FST and Jost’s D values were strongly correlated (MRDM:
R2=0.684, P=0.018). In both cases, values confirmed
the separation between populations north and south of the Rift Valley,
with low values between the two Bale populations south of the valley and
highest values between populations on either side of the Rift Valley
(Supplementary Table S5).
Based on the mtDNA dataset, the Bale-S population had highest nucleotide
diversity, substantially higher than the rest of the populations. The
Simien population had lowest nucleotide diversity, but the highest
haplotype diversity, though differences in haplotype diversity between
populations were negligible (Table 2). Based on the microsatellite
dataset, all populations had relatively high and similar levels of
genetic diversity, with a particularly high number of private alleles
identified in the Guassa population. Abune Yosef and Bale-S had the
highest levels of inbreeding, while Simien and Guassa had the lowest,
though all values were low (Table 2).
Allelic richness corrected for sample size decreased as the proportion
of arable land in 5 km radius around the population capture location
increased (F=10.41, df=1,3, P=0.048, R2=0.717;
Supplementary Fig. S5). Levels of inbreeding did not relate to any of
the land-use variables (Supplementary Table S6).
Landscape barriers to gene
flow
The topographic hypothesis (effect of altitude) had the strongest
support (AICcmin=0.501, BICew=0.475), followed by the ecoregions
hypothesis (AICcmin=0.412, BICew=0.303). Confidence intervals of both
variables did not overlap zero, supporting their effect on gene flow
(Table 3). The exact same hypotheses received the strongest support
based on Jost’s D measure of genetic differentiation, though the
ecoregions hypothesis received the highest support (Supplementary Table
S7). Projected movement density maps based on the effect of these two
landscape variables highlight the strong effect of the Rift Valley on
genetic connectivity in P. balensis and the split between
populations to the north and south of the valley (Fig. 4). The remaining
hypotheses had very low support.

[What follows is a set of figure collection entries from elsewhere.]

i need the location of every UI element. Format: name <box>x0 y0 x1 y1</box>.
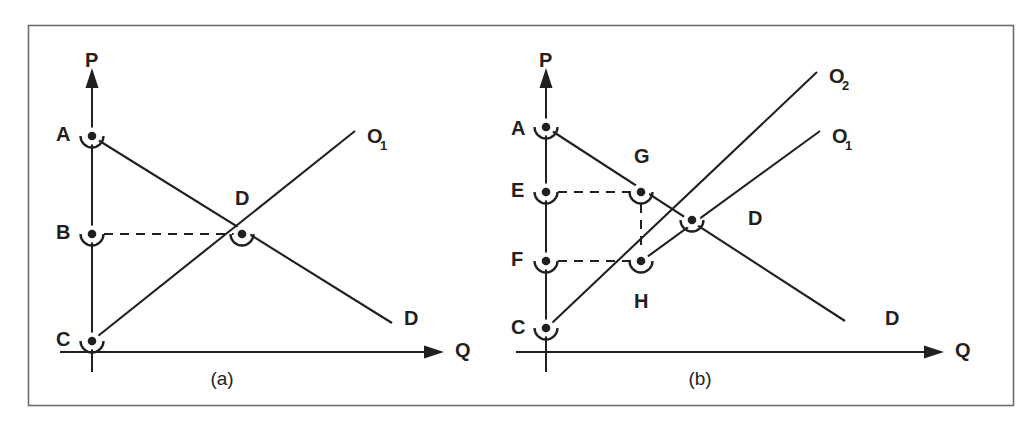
panel-b-point-a: A <box>511 117 558 139</box>
panel-a-demand-curve-d-label: D <box>404 307 418 329</box>
panel-a-point-d-label: D <box>235 187 249 209</box>
panel-b-axis-label-p: P <box>539 49 552 71</box>
panel-a-point-a: A <box>56 123 104 147</box>
panel-b-point-c-label: C <box>511 316 525 338</box>
panel-b-supply-curve-o2-subscript: 2 <box>842 78 849 93</box>
panel-b-point-d: D <box>681 207 763 231</box>
panel-a-point-a-dot <box>88 132 97 141</box>
panel-b-point-c: C <box>511 316 558 339</box>
panel-b-point-e-label: E <box>511 179 524 201</box>
panel-b-supply-curve-o1-subscript: 1 <box>845 138 852 153</box>
panel-b-point-h: H <box>630 253 653 313</box>
figure-container: P Q O 1 D A <box>0 0 1034 430</box>
panel-a-point-b-dot <box>88 230 97 239</box>
panel-a-point-b: B <box>56 221 104 245</box>
panel-a-point-c-dot <box>88 337 97 346</box>
panel-a: P Q O 1 D A <box>56 49 471 389</box>
panel-b-point-d-label: D <box>748 207 762 229</box>
panel-b-demand-curve-d <box>552 131 845 321</box>
panel-b-axis-label-q: Q <box>955 339 971 361</box>
panel-b-point-f-label: F <box>511 248 523 270</box>
panel-a-point-b-label: B <box>56 221 70 243</box>
figure-border <box>29 26 1014 406</box>
panel-b-point-g-dot <box>637 188 646 197</box>
panel-a-point-d-dot <box>238 230 247 239</box>
panel-b-point-f-dot <box>542 257 551 266</box>
panel-b-point-e-dot <box>542 188 551 197</box>
panel-b-supply-curve-o2 <box>552 72 817 323</box>
panel-a-axis-label-p: P <box>85 49 98 71</box>
panel-b-point-g-label: G <box>634 145 650 167</box>
panel-a-caption: (a) <box>210 368 233 389</box>
panel-a-point-d: D <box>231 187 254 245</box>
panel-a-point-c: C <box>56 328 104 352</box>
panel-b-point-h-label: H <box>634 290 648 312</box>
panel-b-point-a-label: A <box>511 117 525 139</box>
panel-b-point-c-dot <box>542 324 551 333</box>
panel-b-point-a-dot <box>542 123 551 132</box>
panel-b-quantity-axis-arrowhead <box>924 346 944 359</box>
panel-b-point-e: E <box>511 179 558 203</box>
panel-a-point-a-label: A <box>56 123 70 145</box>
panel-a-quantity-axis-arrowhead <box>424 346 444 359</box>
panel-a-supply-curve-o1-subscript: 1 <box>380 138 387 153</box>
panel-b-demand-curve-d-label: D <box>885 307 899 329</box>
panel-a-point-c-label: C <box>56 328 70 350</box>
panel-b-point-d-dot <box>688 216 697 225</box>
panel-b-point-f: F <box>511 248 558 272</box>
panel-a-axis-label-q: Q <box>455 339 471 361</box>
panel-b-point-h-dot <box>637 257 646 266</box>
panel-b-caption: (b) <box>688 368 711 389</box>
panel-b: P Q O 2 O 1 D A <box>511 49 971 389</box>
economics-supply-demand-diagram: P Q O 1 D A <box>0 0 1034 430</box>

Hypotheses that included multiple
variables had little support, likely due to the small number of nodes
(Table 3).
Demographic history
The best-supported scenario was of a recent approximately six-fold
decline of the south-eastern population but no change in the
north-western population (scenario 4; probability of scenario 0.988,
overall model error < 0.001, type 1 error = 0.095, type 2
error averaged over scenarios (± standard deviation) = 0.046 ±0.04;
Supplementary Fig. S6; Table S8). Model checking for the most probably
scenario (scenario 4) indicated a good fit between observed and
simulated datasets, whereby the observed dataset fell within the cloud
of simulated points (Supplementary Fig. S7). Rift valley split time was
estimated at a median of 89,600 years ago (95% CI: 35,000-155,400),
based on a generation time of two years, while the decline of the
south-eastern population was estimated to have occurred at a median of
150 years ago (95% CI: 30-1000). Bias in parameter estimation was low
(mean relative bias 0.18-0.26 for population size parameters, and 0.29
for time of decline of southern population; Table 4).